Honestly, I find Ravenloft tough to buy at first blush. To me, it's always been about mixing Conan with Count Dracula. It's just a funny mash-up that strains credibility. Adding a tiefling or a warlock will hardly break the setting any more than it's already been broken. And goliaths & dragonborn are no more inherently silly than elves with many-voweled names.
The 'rollplaying' crack is unnecessary and obnoxious, but the difference in styles is, I think, a fact.
I think the part where I disagree is ... well, I guess everything, now that I think about it.I am going to be unapologetic about this. (Not just the above quote, but everyone who felt the need to respond.) My intent wasn't to be 'obnoxious'...it was to simply observe that Ravenloft has a "less superhero" approach to D&D (for most RL gamers) and that 4th edition is all about playing cinematic action-heroes.
Ravenloft is absolutely playable with 4th edition, but it seems to me (in my opinion) that it's ill-fitting and goes against RL's themes of 'everyman' heroes against overwhelming adversity.
I've been gaming and buying the books for both Ravenloft and 4th edition since the day they came out, so my feelings about their compatibility aren't based on lack of experience with either.

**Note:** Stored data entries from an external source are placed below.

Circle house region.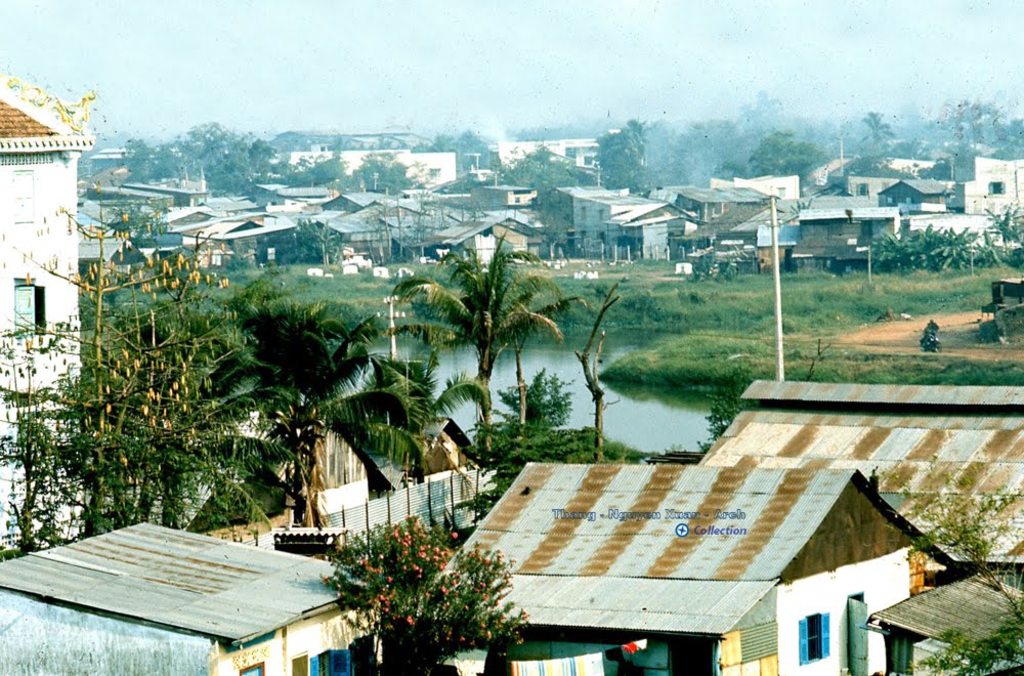
Region: 0, 519, 383, 674.
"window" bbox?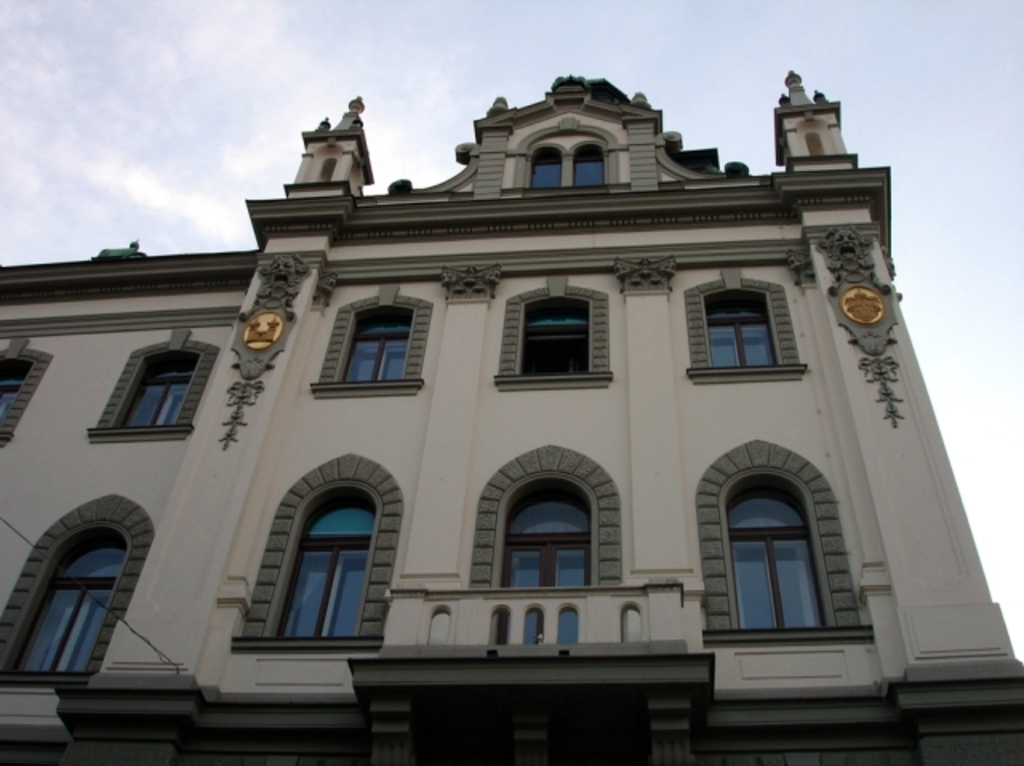
box(0, 358, 29, 433)
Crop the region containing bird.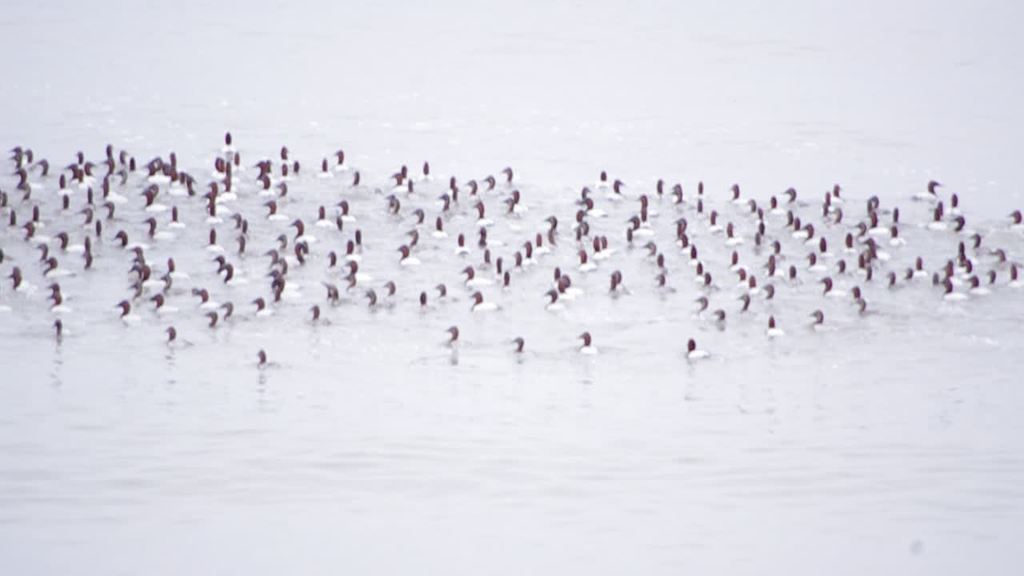
Crop region: [left=756, top=314, right=778, bottom=336].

Matthew's post actually said it much more eloquently compared to the way that I intended in my original post. Now, let's move on please.
Look at the perfect Raveloft movie, "Sleepy Hollow". That is how Ravenloft feels to me, as opposed to the ealier "FR characters get drawn into gothic setting".To some degree, I concurr. It always seemed that, if there was ever a novel penned or film directed about a particular creature, the writers were forced to fit it into the Ravenloft setting somehow. I mean, it has zombies, werewolves, ghosts, mummies, Dracula, Frankenstein's monster, ad nauseum.
People can (and no doubt will) say that every monster of Ravenloft is a unique gem of creativity that owes no debt to modern movie monsters or classic Horror fiction. All this tells me is that such people haven't watched too many modern monster movies or read very much classic Horror fiction. For better or worse, I've been exposed to a lot of both.
This being the case, when Ravenloft borrows so much from better known genre works in such blatant ways, it borders on satire for the people familiar with said sources. It can be overwhelming at times. Despite this, I still like Ravenloft a lot (I'd say that it is my second favorite official AD&D setting, surpassed only by Greyhawk).
That said, I don't recall Ravenloft containing any rules that made it any more 'role-play' oriented than other D&D settings, though I guess that the Tarokka was an attempt at such rules (albeit one that never seemed to work out very well for publishers). For me, Ravenloft always seemed like bog standard D&D steeped in the tropes of Horror easily indentified as originating from other sources (which, incidentally, is why I like it).
Look at the perfect Raveloft movie, "Sleepy Hollow". That is how Ravenloft feels to me, as opposed to the ealier "FR characters get drawn into gothic setting".
The thing with Ravenloft is that every monster or NPC, while based on familar -- even clichéd -- tropes, has its own backstory and personality. It's never "werewolf #2", it's "Karl Yugsbern, werewolf".
I agree. I think I would rather see Greyhawk and Dragonlance than Dark Sun and Ravenloft for this reason.
It is, however, kind of disappointing to me that 4e won't embrace are re-definition of its own terms. I play different settings to play different types of heroes, to re-define the kinds of adventures and the kinds of characters I play. Different settings appeal to me as different genrea.
It's kind of disappointing that 4e is all the same game, just with different names.